The recipe for recovery? Depends on whom you ask
POINT of view matters, perhaps now more than ever. Indeed, panelists at Providence Business News’ Economic Trends Summit on Feb. 18 painted very different pictures of the devastation wrought by the COVID-19 pandemic and the way out, dependent upon industry, business size, location and other factors.
While keynote speaker and panel moderator Thomas Tzitzouris, director at Strategas Research Partners, criticized federal aid as “overstimulating” spending and creating a “lasting legacy” of inflation, panelist Mark K. W. Gim, president and chief operating officer at The Washington Trust Co., framed it differently.
Acknowledging Tzitzouris’ view of “overly accommodative” federal support, Gim urged attendees of the virtual summit to consider other perspectives. As the federal government tries to extinguish the metaphorical inferno of the pan-

BY NANCY LAVIN | Lavin@PBN.com
demic, it may not be as concerned with aiming its firehose too specifically, as long as it puts out the fire, Gim said.
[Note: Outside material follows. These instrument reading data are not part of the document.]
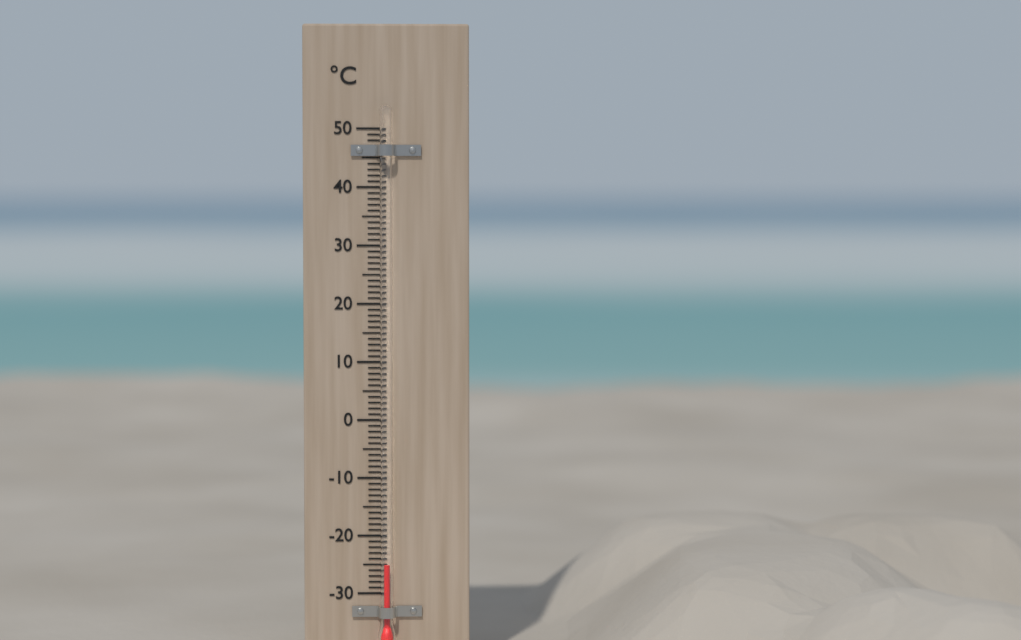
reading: -25 °C
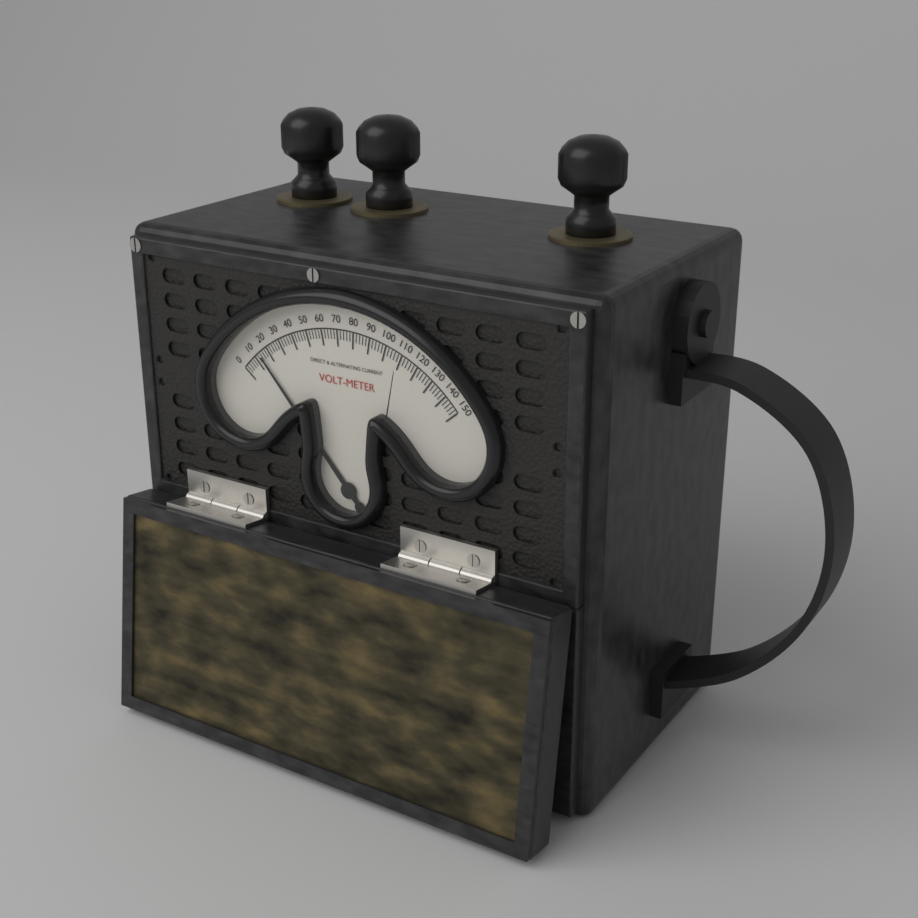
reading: 14 V
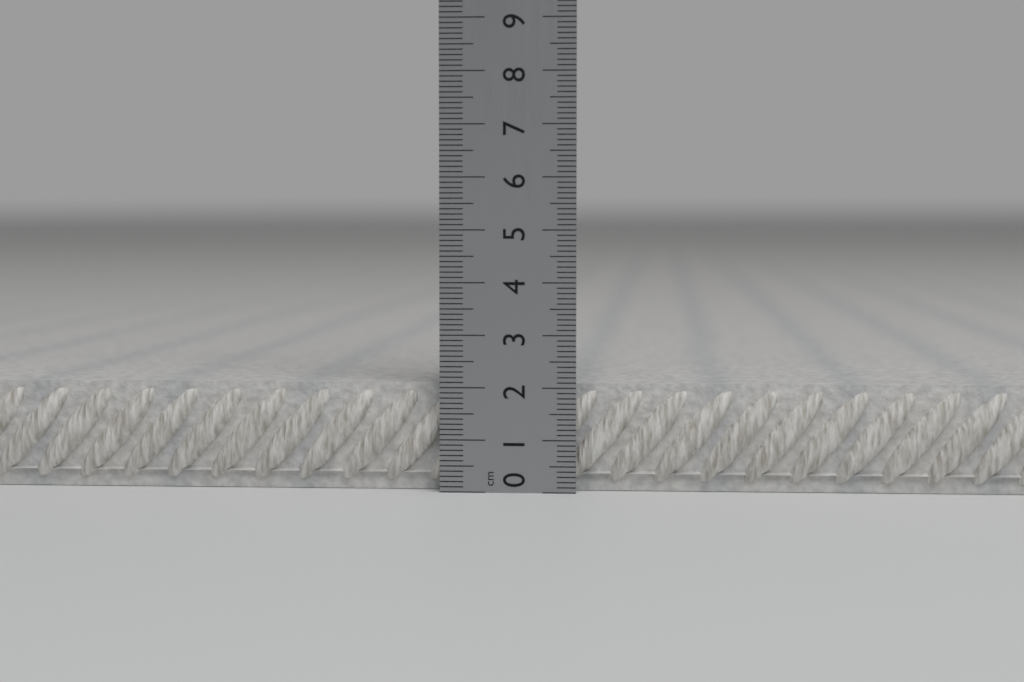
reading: 2.1 cm
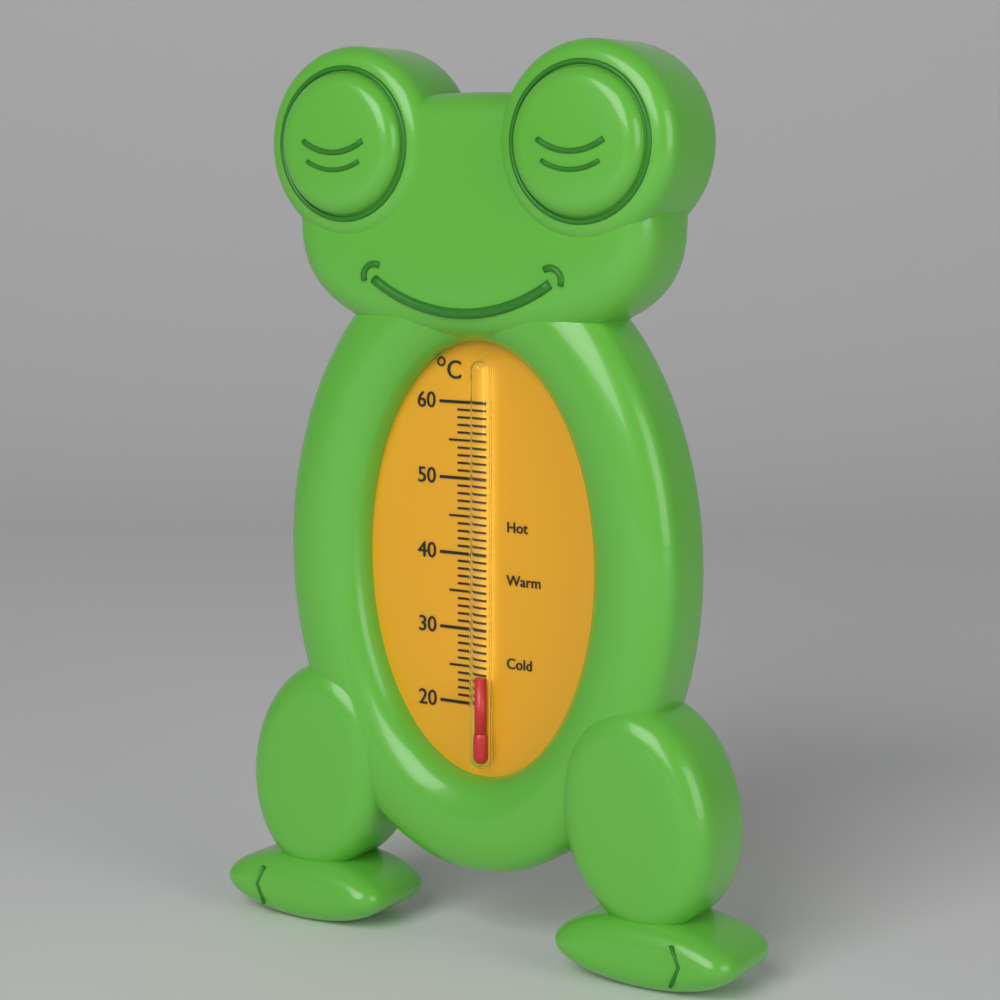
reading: 24 °C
And for hard-hit small businesses such as the ones using the Westerly-based bank to apply for Paycheck Protection Program loans, government relief programs are a “lifeline,” Gim said.
Using another analogy, he said, “If the medicine doesn’t taste good but it helps the cure, maybe that’s an ill we have to accept in the short run to get to a more stable place in the long run.”
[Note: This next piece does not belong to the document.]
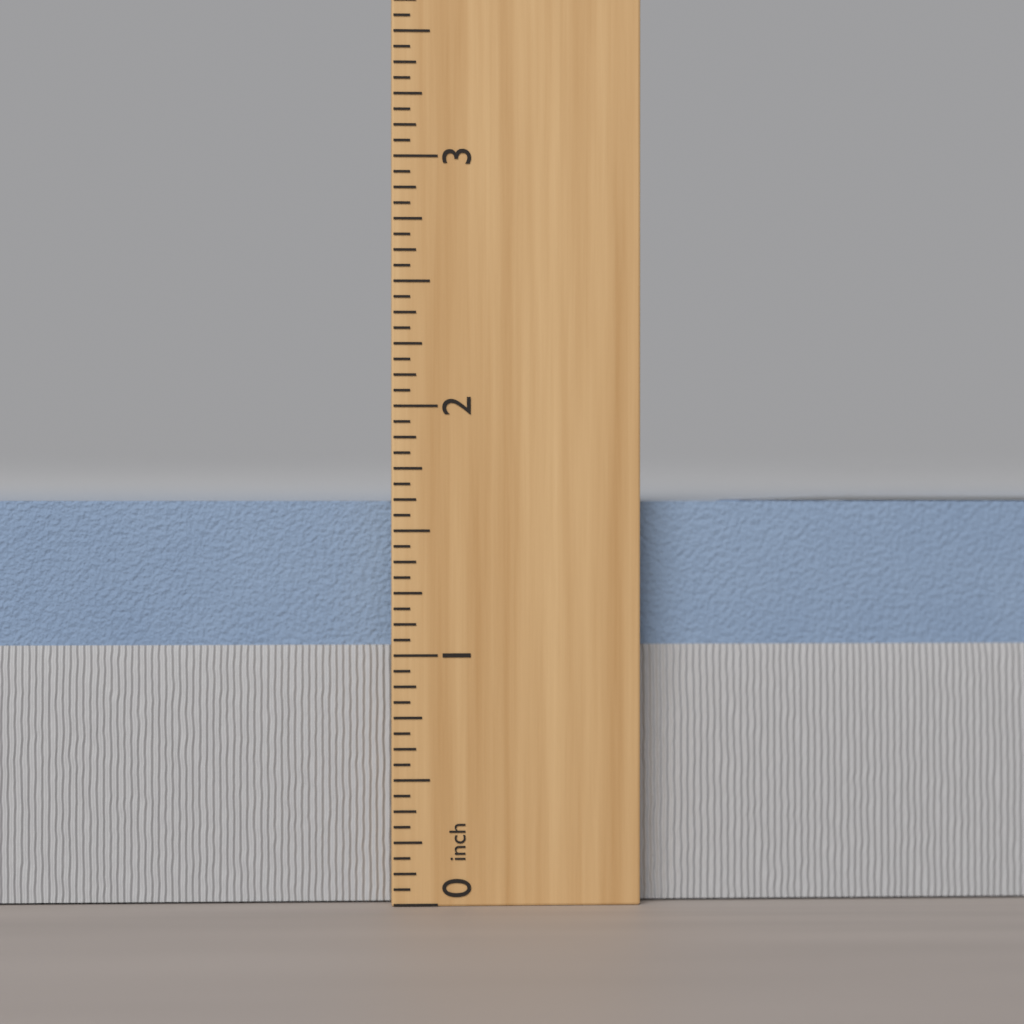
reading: 1.6250 inch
Another panelist called for more targeted spending of future stimulus dollars, particularly to help Providence’s tourism and hospitality industry. Kristen Adamo, CEO and president of the Providence Warwick Convention & Visitors Bureau, said that while southern Rhode Island and its beaches are poised to benefit from an expected travel rebound, the capital city is set to see another summer of major losses.
That’s because the urban core’s tourism is driven by large-scale entertainment and corporate events, none of which can return without mass vaccinations.
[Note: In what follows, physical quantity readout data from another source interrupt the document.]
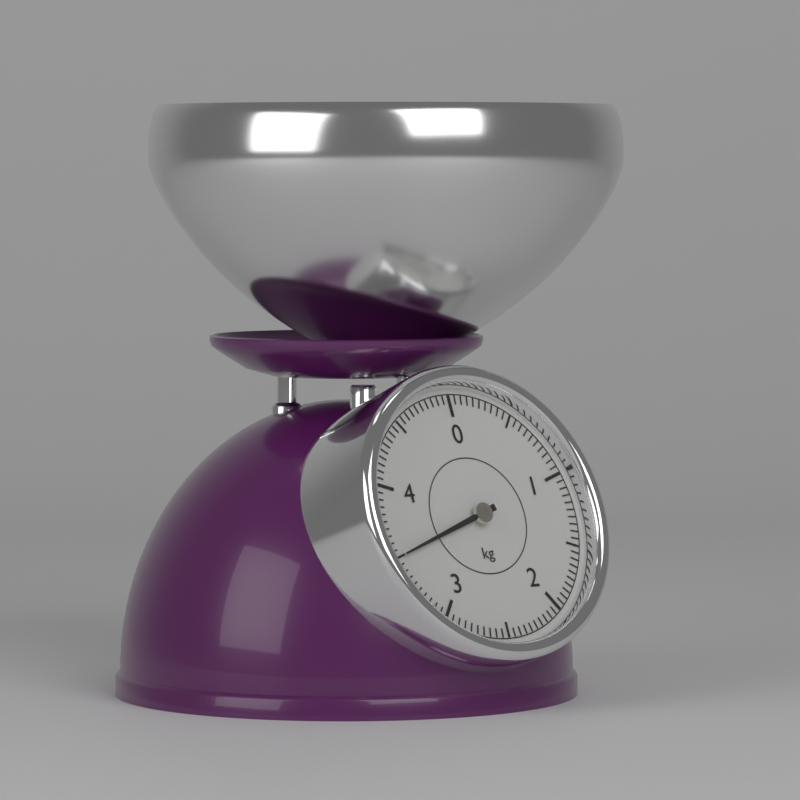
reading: 3.50 kg
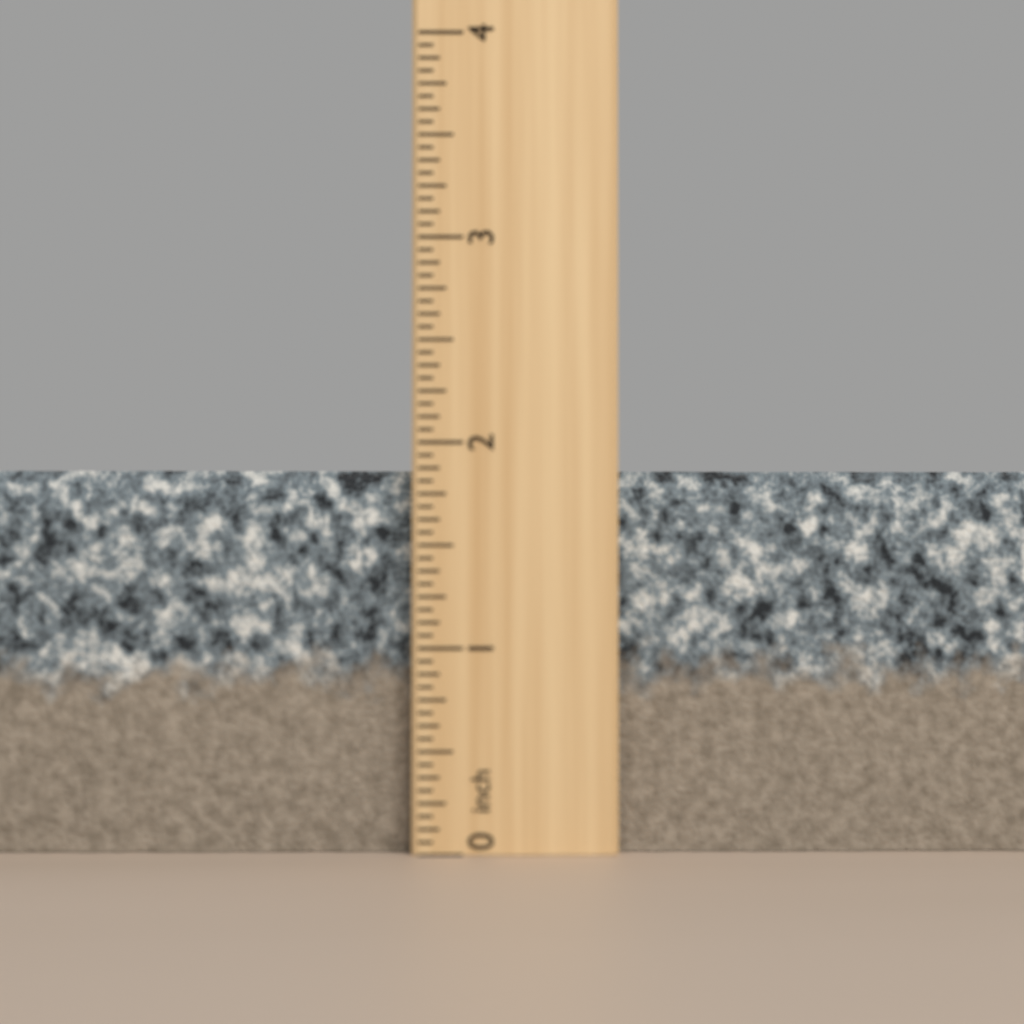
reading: 1.8750 inch
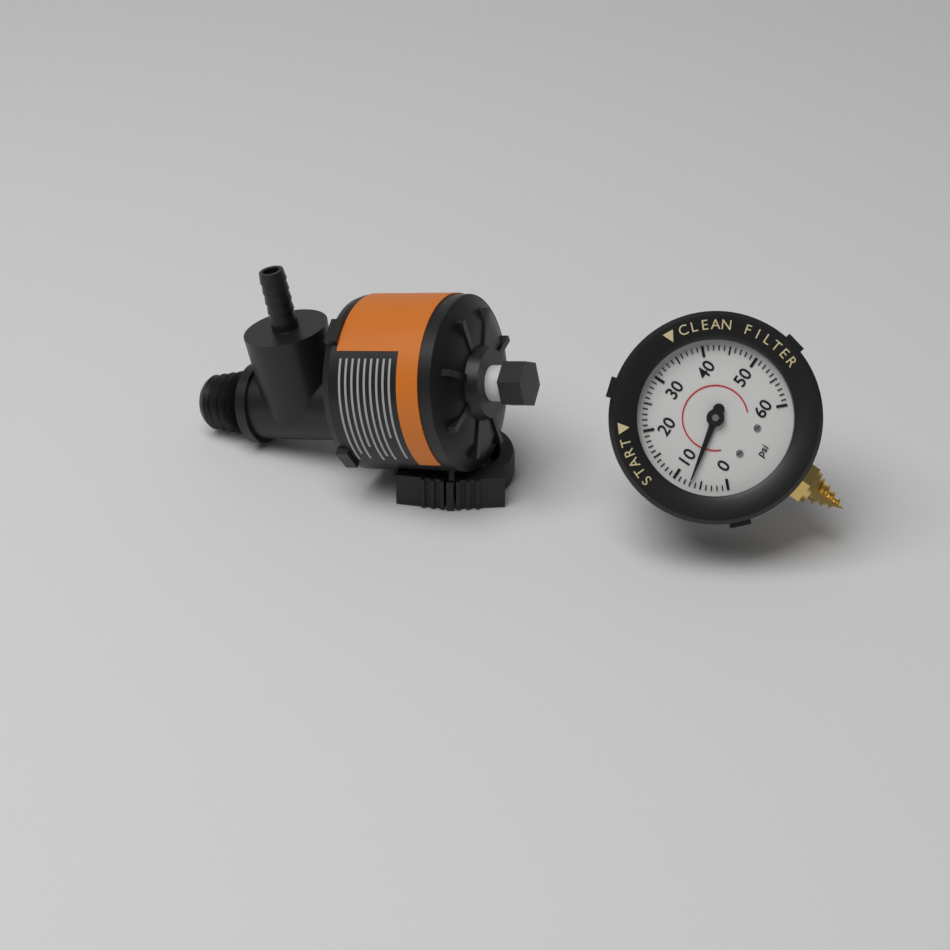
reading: 7 psi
Also a problem is the lack of access to the R.I. Convention Center, which since early on in the pandemic has been outfitted to be a field hospital and testing facility. It could take more than two months to convert the building back to a convention center when the time comes, which will exacerbate the city’s ability to bounce back, Adamo said.
“I feel like I’m yelling that the sky is falling, but in Providence, it really is,” said Adamo, estimating that the city lost $70 million in direct spending in 2020 from events booked through her organization that have been canceled or postponed, about $50 million of which came through events at the convention center.
Some state programs, such as the Take it Outside grants administered through the R.I. Commerce Corp., helped her industry survive.